That’s about it. I realize that this is just a touch longer
than a review is supposed to be, with a lot more in it. If so, that’s because The Tuloriad, while a good military science fiction story, also has
a thing or two in it to make you think.
If you don’t care for military science fiction, or if your ideas about
religion in fiction (or, worse, religious fiction) are already fixed, you
probably would not like this book. For
the rest of us, though, it is well worth the money, not to mention the time and
brain space which is far more valuable.
The Fourth Page
The Geraldines of
Ireland, XIII: Reformation, Irish Style
Even after the defeat
of the Scots, the French and the
Irish at Pinkie, all was not lost. In Ireland, the O'Donnells set the
North ablaze, while Desmond XIII and the O'Conors laid waste to the Pale. James
FitzJohn FitzGerald, the thirteenth Earl of Desmond, was first cousin once
removed of James FitzMaurice FitzGerald, the twelfth earl, known as "The
Court Page" as the result of being kept under the thumb of Henry VIII in
the English court in his early years. However, events in France again
undermined the effort. Francis I died, and Henry II became king. Henry II
desired the hand of Mary for his own son, the Dauphin, and called off the desperately
needed French aid, which, in all likelihood, would have ensured victory.

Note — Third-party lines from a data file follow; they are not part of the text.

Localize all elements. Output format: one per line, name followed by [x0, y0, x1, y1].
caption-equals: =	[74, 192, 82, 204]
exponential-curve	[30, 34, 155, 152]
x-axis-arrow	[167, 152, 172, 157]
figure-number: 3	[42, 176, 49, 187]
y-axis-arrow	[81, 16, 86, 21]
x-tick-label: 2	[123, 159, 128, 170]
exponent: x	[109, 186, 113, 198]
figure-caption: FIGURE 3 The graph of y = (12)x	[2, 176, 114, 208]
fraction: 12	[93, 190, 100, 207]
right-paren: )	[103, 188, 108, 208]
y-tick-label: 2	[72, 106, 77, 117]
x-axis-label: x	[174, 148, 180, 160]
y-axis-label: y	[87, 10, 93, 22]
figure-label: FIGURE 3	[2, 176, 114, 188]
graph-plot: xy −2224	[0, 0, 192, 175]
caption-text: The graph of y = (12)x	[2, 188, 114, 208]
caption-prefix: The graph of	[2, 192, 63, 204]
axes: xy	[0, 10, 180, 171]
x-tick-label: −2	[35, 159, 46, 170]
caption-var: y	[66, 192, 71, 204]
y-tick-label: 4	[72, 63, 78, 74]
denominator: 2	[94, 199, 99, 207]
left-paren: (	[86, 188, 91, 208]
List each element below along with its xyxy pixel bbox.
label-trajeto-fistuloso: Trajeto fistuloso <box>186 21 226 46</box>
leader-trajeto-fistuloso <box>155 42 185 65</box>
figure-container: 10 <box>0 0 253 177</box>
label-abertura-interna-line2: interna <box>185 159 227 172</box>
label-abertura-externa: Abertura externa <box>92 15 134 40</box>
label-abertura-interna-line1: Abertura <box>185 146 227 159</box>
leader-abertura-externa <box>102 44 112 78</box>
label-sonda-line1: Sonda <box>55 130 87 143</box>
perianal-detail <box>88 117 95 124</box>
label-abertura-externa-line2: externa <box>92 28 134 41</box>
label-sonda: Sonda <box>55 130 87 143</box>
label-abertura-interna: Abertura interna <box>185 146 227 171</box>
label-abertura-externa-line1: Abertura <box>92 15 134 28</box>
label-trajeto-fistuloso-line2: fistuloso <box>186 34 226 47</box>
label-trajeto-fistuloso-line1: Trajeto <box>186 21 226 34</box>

Ireland's cause became, once again, something to be used in the chess game of
continental politics.
The Earl of Kildare had been
recalled by Mary Tudor and permitted to take up residence in Ireland. However,
he was "tainted" by being a Catholic during the reign of Elizabeth,
and thus not able to secure his independence on his own. Realizing the
uselessness of attempting to gain European aid, and at the insistence of his
aunt, the Lady Eleanor, the Earl of Kildare made his submission to Elizabeth I
in 1554, and had his title "legitimized" and part of his lands
restored. After being joined by his younger brother Edward, he was, for the
rest of his life, the center of useless and ineffectual intrigue, as the
various continental centers of power sought to use him in their various
stratagems to weaken England, but never to aid Ireland.
It is interesting to speculate on
what would have been the outcome of a marriage between Mary Queen of Scots and
the Earl of Kildare. Through her father, Mary had the succession right to the
English crown directly after the Tudors, and Kildare was a collateral
descendent of Henry VII—a stronger claim than that held by the first Tudor
monarch on the throne of England through the Lancasters, if the legitimacy of
the Tudor claim is recognized. Oddly enough, the Geraldines, through their
great Matriarch, the Welsh princess Nesta, are all descendants of a Tudor, her
father, Rhys ap Tewdwr, king of Deheubarth.
It would not, therefore, have been
outside of the realm of possibility to have established a Geraldine dynasty
ruling over all of Great Britain, with, however, the power center in Dublin,
York or Edinburgh instead of London. The English have always made much better
servants than masters (and, like all servile people, have a tendency to become
tyrants once they attain power). The British Empire, with a more Christian
nature, might still exist today had it taken on a more Celtic character
supplied by a Scots-Irish ruling house.
With a Catholic king or queen in
the offing—and one with the Irish wealth and military power (both Norman and
native) and continental alliances to back him up—the Burleighs, Walsinghams,
Cromwells and other Protestantizers in England might have toned down their
activities, or even "stayed" Catholic after their
"re-conversion" under Mary Tudor. It was, after all, solely to
maintain their ill-gotten wealth and positions of power against the possibility
of surrendering them to the Church from which they had been stolen (by whom it
had been held in trust as "the patrimony of the poor") that
Elizabeth's "advisors" effectively forced her to betray her
thrice-given oath to maintain the Catholic faith. A powerful Catholic
heir-apparent beyond the reach of the Protestant clique would probably have
checked their greed and mania for power out of fear of future retribution.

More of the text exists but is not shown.